Academic Disciplines

Classical Philology/Greek Studies
Ancient History




In the first phase of funding, poetic Greek texts – especially Hesiod and Arat – were studied from different perspectives. The focus was on their metapoetic reflection of agricultural and cultural resources on the one hand, and on the modern evaluation of these discourses on the other hand. In addition to agriculture, astronomy and seafaring, the central topics were the mythical narrative tradition and the mythical presentation of resources as well as the representation of mobility and migration.

The second phase focused on the analysis of the literary and rhetorical (re)construction of resource knowledge about the past in Athens in the 4th cent. B.C. Specifically, the project investigated what role real, reconstructed or fictional – that is, constructed – historical knowledge played in philosophical and political discourses about (social) concepts of order and how it was generated. At this period, Athens was engaged in an intense debate about various concepts of order and its own (imaginary) past, which is well documented in the written testimonies.

The third phase focuses on a different period and a new field of research. The two case studies deal with religion as a central resource in the Roman Imperial Period and in Late Antiquity. Religion encompasses symbolic and material aspects, forms complex infrastructures and constitutes material as well as (religious) political and intellectual discourses. The concept of religion is used in both studies in a functionalist and heuristic way at the same time: The focus is on the one hand on religious and theological tensions and differentiations between established pagan/Hellenic religious cultures and locally different Christianisation processes in the Imperial Period and in Late Antiquity, and on the other hand on the question of which ResourceComplexes religion was integrated into and how these changed over time. The spread and establishment of Christianity meant a serious paradigm shift for the people of this time, both theologically and politically; terms such as transformation or acculturation probably describe the situation better when it comes to the shaping of religious culture in everyday life.
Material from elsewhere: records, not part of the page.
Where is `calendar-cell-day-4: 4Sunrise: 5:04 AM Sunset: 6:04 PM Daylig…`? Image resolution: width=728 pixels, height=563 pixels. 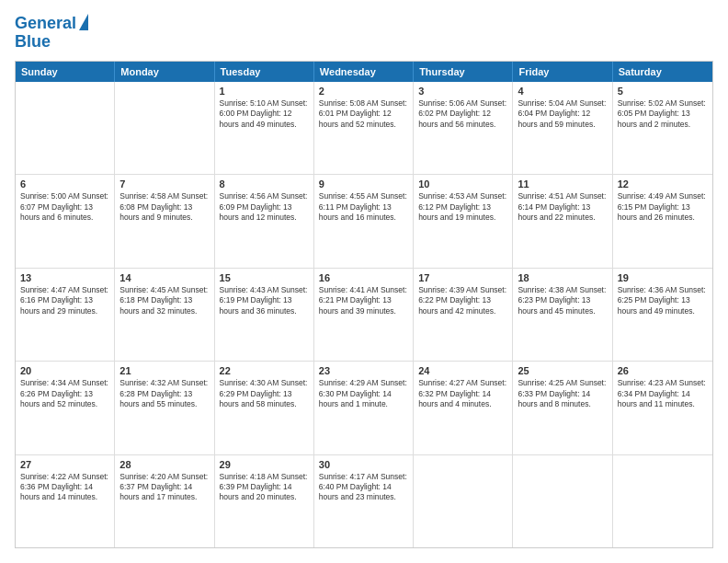 calendar-cell-day-4: 4Sunrise: 5:04 AM Sunset: 6:04 PM Daylig… is located at coordinates (563, 128).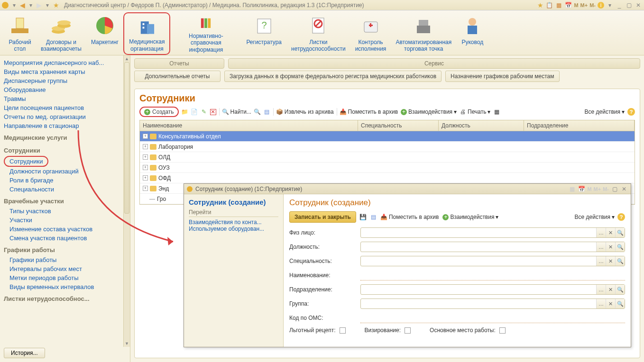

Exemplary centres in the province of Achaia as well as in the East of Asia Minor (in Case Study 1 'Oracles in Transition: Greek Oracles in the Imperial Period and Late Antiquity as a Case Study in the Period of the Imperial Period and Late Antiquity') as well as the province of Syria on the eastern edge of the Roman Empire (Case Study 2 'On the Edge of the Empire: Religious Culture(s) in the Province of Syria from the Imperial Period to Late Antiquity') are analysed in close interaction and cooperation with regard to these problem areas. The interdisciplinary cooperation between Greek Studies and Ancient History is considered particularly fruitful here. A further unifying element is the question of how the relationship between centre and periphery changed during the period and what effects the increasingly polycentric structures emerging in the Imperium Romanum had on the sphere of religion.